Northern Exposure
Some harsh words were said all round during the past week: about the South and about Southerners, about those who - whether ancestrally or personally -- have been hurt in the past by an evolving, but still flawed southern culture. Those of us who participated in these threads agreed on little, but we did demonstrate that all persons involved in the ongoing adjustments in perspective of both whites and African-Americans have both a reasoned response, as well as a visceral response, as we have had since our histories were joined by the advent of slavery.
I'd like to leave the next round of that discussion for another day. Instead, I'd like to draw the attention of all of you who have not already read it to the five part series written in the NYT by Errol Morris, entitled "Whose Father Was He?" A series that raises peripheral, essential issues about scruples, about values, about what means something, if not everything, no matter where one calls home.
It is my understanding that multiple links at TPM, per thread, are non starters, so I connect you to part five of this series, hoping that you will scroll down to the list of parts one through four so that you can start at the beginning:
http://morris.blogs.nytimes.com/2009/04/02/whose-father-was-he-part-five/
Let me know what you think about the context, not to mention the heros and villains, that are illustrated in this series. Because I'm interested, as I believe y'all are interested, in the double helix that evolves and surrounds a mainline of truth.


Filter these entries, keeping only lines that hold the word "JSON".

╭─ EXERCISE DATA

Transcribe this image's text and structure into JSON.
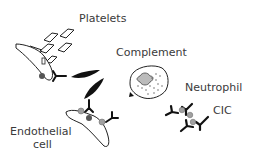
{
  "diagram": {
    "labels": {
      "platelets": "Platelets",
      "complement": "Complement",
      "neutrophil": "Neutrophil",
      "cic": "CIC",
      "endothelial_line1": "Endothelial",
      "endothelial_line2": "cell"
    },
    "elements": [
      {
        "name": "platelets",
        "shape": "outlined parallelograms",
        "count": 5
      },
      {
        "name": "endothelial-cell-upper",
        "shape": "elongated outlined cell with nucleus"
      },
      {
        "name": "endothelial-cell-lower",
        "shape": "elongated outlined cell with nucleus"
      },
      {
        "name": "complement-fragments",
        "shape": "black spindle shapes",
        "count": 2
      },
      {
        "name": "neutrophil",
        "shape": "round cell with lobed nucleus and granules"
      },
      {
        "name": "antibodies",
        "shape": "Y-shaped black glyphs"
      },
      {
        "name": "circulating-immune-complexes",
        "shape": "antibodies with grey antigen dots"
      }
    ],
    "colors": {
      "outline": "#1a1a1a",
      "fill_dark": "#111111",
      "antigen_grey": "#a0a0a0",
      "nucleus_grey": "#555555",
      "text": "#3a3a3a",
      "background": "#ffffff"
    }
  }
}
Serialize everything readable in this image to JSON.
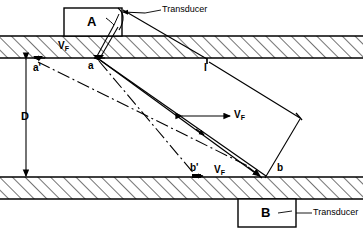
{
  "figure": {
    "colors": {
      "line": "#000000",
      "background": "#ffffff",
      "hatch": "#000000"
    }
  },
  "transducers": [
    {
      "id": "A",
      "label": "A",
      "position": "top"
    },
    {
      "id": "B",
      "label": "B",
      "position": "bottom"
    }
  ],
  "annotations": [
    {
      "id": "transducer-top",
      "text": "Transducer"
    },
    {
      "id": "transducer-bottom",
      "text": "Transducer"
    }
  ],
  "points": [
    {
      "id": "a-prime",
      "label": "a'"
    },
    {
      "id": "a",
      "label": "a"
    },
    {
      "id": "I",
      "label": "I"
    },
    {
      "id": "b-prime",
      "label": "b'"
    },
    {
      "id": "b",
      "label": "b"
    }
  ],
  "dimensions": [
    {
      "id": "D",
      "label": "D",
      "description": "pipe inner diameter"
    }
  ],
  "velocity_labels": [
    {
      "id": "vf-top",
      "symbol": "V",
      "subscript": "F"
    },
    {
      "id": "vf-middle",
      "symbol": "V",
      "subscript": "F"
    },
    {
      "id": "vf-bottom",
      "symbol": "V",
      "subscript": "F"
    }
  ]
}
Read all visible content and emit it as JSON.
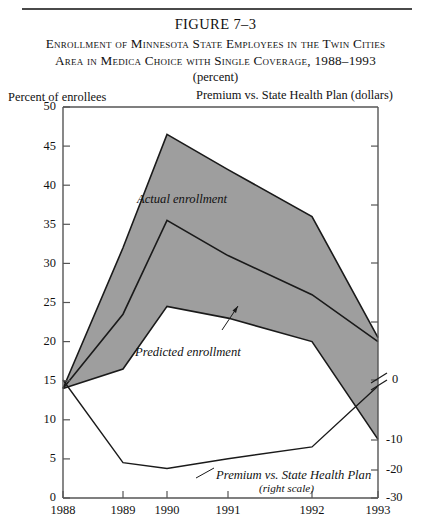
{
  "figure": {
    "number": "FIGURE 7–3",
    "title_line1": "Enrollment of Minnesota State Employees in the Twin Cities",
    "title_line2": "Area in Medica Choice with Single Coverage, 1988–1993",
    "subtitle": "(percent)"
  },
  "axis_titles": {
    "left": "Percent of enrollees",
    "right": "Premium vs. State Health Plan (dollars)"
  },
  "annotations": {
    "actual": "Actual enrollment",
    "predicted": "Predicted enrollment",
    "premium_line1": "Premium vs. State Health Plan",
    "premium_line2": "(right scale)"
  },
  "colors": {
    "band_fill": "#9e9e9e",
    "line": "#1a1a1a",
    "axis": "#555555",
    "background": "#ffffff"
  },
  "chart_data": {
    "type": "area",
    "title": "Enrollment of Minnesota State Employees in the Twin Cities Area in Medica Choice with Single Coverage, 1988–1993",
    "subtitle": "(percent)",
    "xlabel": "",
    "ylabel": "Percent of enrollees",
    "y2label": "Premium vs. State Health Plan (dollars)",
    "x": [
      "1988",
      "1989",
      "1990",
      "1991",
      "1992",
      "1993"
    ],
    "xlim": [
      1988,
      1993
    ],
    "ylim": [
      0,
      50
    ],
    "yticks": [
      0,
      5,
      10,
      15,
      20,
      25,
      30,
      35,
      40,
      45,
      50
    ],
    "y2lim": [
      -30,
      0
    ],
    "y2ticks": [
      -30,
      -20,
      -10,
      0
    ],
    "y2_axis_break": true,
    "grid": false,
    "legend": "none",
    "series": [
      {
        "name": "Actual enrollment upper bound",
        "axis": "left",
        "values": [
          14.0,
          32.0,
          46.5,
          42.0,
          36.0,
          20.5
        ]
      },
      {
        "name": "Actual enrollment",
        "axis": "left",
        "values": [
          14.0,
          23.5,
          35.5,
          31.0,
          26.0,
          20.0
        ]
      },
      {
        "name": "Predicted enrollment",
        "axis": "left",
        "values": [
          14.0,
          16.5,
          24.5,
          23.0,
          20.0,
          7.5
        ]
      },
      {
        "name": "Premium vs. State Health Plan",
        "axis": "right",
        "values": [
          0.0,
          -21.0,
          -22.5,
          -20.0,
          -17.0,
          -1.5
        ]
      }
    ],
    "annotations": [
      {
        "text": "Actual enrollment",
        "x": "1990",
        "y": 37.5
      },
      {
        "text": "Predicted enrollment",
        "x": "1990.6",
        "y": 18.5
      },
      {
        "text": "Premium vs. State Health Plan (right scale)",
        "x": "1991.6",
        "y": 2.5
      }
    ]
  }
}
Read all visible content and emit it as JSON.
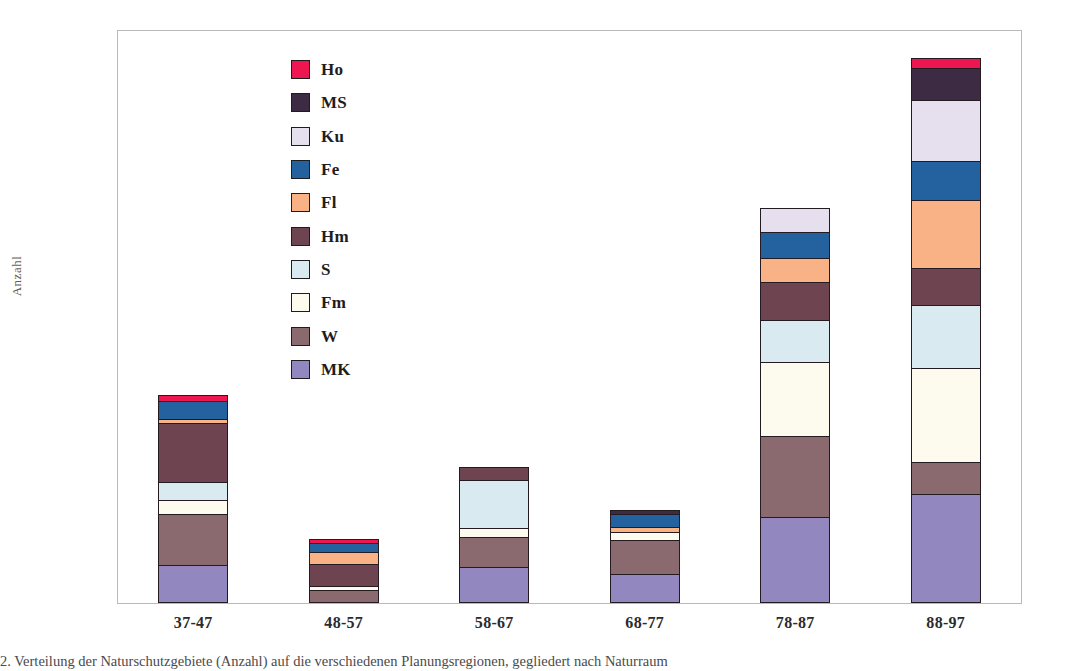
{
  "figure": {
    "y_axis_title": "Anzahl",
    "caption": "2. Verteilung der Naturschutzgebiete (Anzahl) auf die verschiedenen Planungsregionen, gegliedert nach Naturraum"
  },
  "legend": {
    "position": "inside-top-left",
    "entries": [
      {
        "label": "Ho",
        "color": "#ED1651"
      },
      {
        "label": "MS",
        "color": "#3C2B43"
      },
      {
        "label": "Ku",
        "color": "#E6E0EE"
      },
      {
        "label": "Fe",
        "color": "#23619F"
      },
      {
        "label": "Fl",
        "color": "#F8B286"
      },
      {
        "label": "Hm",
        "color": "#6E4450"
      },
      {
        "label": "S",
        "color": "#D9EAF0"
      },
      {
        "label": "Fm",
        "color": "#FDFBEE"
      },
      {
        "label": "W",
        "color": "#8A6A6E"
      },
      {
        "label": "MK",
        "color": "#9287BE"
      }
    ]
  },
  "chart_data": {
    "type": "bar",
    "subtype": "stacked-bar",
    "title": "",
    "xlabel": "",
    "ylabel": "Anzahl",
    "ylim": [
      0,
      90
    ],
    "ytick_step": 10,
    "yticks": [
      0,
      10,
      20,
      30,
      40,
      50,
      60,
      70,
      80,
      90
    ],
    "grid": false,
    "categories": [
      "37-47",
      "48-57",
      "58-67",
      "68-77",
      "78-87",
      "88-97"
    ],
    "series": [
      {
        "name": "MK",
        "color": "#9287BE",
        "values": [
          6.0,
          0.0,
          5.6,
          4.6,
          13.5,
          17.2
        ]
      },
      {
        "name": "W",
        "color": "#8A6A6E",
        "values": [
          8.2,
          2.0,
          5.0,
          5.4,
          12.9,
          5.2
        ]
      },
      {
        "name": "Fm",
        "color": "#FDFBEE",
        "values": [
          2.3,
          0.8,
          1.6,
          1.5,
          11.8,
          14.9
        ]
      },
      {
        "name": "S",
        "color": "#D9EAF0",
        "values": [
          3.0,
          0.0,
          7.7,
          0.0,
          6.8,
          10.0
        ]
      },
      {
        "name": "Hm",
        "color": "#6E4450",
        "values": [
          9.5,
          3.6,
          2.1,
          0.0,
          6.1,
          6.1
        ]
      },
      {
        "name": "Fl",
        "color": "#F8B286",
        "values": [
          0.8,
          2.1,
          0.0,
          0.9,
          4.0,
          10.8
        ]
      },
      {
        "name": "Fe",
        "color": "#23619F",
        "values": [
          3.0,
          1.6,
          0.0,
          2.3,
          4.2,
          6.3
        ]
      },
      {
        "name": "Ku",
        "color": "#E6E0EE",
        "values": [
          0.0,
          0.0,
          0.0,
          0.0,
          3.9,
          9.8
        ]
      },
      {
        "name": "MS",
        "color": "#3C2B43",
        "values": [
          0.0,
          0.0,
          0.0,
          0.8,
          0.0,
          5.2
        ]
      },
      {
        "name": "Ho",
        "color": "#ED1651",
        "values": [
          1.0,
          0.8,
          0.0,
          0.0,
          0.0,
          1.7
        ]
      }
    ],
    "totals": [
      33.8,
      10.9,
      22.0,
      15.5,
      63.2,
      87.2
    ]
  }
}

╰─

→ **OUTPUT FOR THIS TASK**
Transcribe this image's text and structure into JSON.
Serialize everything readable in this image to JSON.
Read all visible content and emit it as JSON.
Read all visible content and emit it as JSON.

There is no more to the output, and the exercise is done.